The key benefit of the TCFD report is it gives a common disclosure agenda around which investors can unite, and it will not require many large players pushing for implementation for companies to conclude that they need to act. The recommendations are also a disclosure agenda around which regulators can unite, and if they do, uptake will be faster and more widespread.
What is your vision for the green economy in 10 years’ time and what do we need to get us there?
In 10 years’ time, I hope to see us long past the peaking of carbon emissions and a clear downward trend established. I’d like it to be normal practice to integrate sustainability considerations into business strategy. Companies that do not do this should be punished or at the very least challenged by the markets. I want to see technological innovation making the sustainable choice the rational economic choice, indeed giving us a range of sustainable choices for our many environmental challenges.
To get there we need a relentless focus on climate change and sustainability from citizens, NGOs, the media, asset owners, asset managers and businesses – which will keep politicians focused too. We need innovation and investment in it from businesses, governments and foundations. We need all that is best in the human spirit.
What top three sustainability challenges will be top of the agenda in 2027? How will investors contribute to tackling them?
Water stress. Climate change. Air pollution.
These are huge challenges, which investors will need to contribute to tackling through their function of investing with a view to achieving their required risk-adjusted returns – just as businesses will need to contribute by investing with a view to achieving their desired return on capital and earnings growth.
While investors can do a lot, if the numbers don’t stack up the market economy cannot solve environmental and social problems. It is society’s job collectively to make sure the numbers stack up.

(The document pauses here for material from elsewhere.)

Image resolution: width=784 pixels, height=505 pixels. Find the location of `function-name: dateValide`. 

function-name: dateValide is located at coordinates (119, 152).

If you could invest in one clean technology through to 2027 which would it be and why?
Batteries. Battery technology is vital to the low carbon economy – for the grid, for electric vehicles, for heavier transport. As batteries become cheaper, more powerful, lighter, smaller, easier and quicker to charge, and safer, the better served we will be – the commercial opportunity is huge.
What kind of world would you like to be living in in 2027?
One where I’m confident about the future for my children and for the poor and vulnerable in developing countries.
Do you think we will be on course to limit warming to two degrees?
I think it is the consensus view that we are not on course to limit warming to two degrees and that getting us on course looks extremely challenging. It is only with the relentless societal focus on the challenge, its urgency and its importance, as I mentioned earlier, that we will have a chance of achieving the Paris Agreement target. This is everyone’s responsibility, and the more influence we have, the more responsibility we have to use it.
This interview is one of more than 20 which make up a report, Secrets of the Pioneers: Delivering a Decade of Green Growth, published on 9th November at the BusinessGreen Leaders’ Summit.
We have already featured interviews with many other leaders from the sector, including Christiana Figueres, former executive secretary of the United Nations Framework Convention on Climate Change, Mike Barry, director of sustainable business at Marks & Spencer, and climate scientist Dr Emily Shuckburgh. These interviews and many others are available on the blog.
This year marks the 10th anniversary of both BusinessGreen and Greenhouse PR, the specialist communications agency which supports businesses, entrepreneurs and campaigners working to create a green economy.
At Greenhouse, we support a wide variety of organisations pioneering new standards of sustainability across multiple sectors. Whether it’s fashion, finance or farming, we’re always on the look-out for new opportunities to reach our clients’ target audiences. If you’ve got a great story and need our help to tell it, we’d love to hear from you.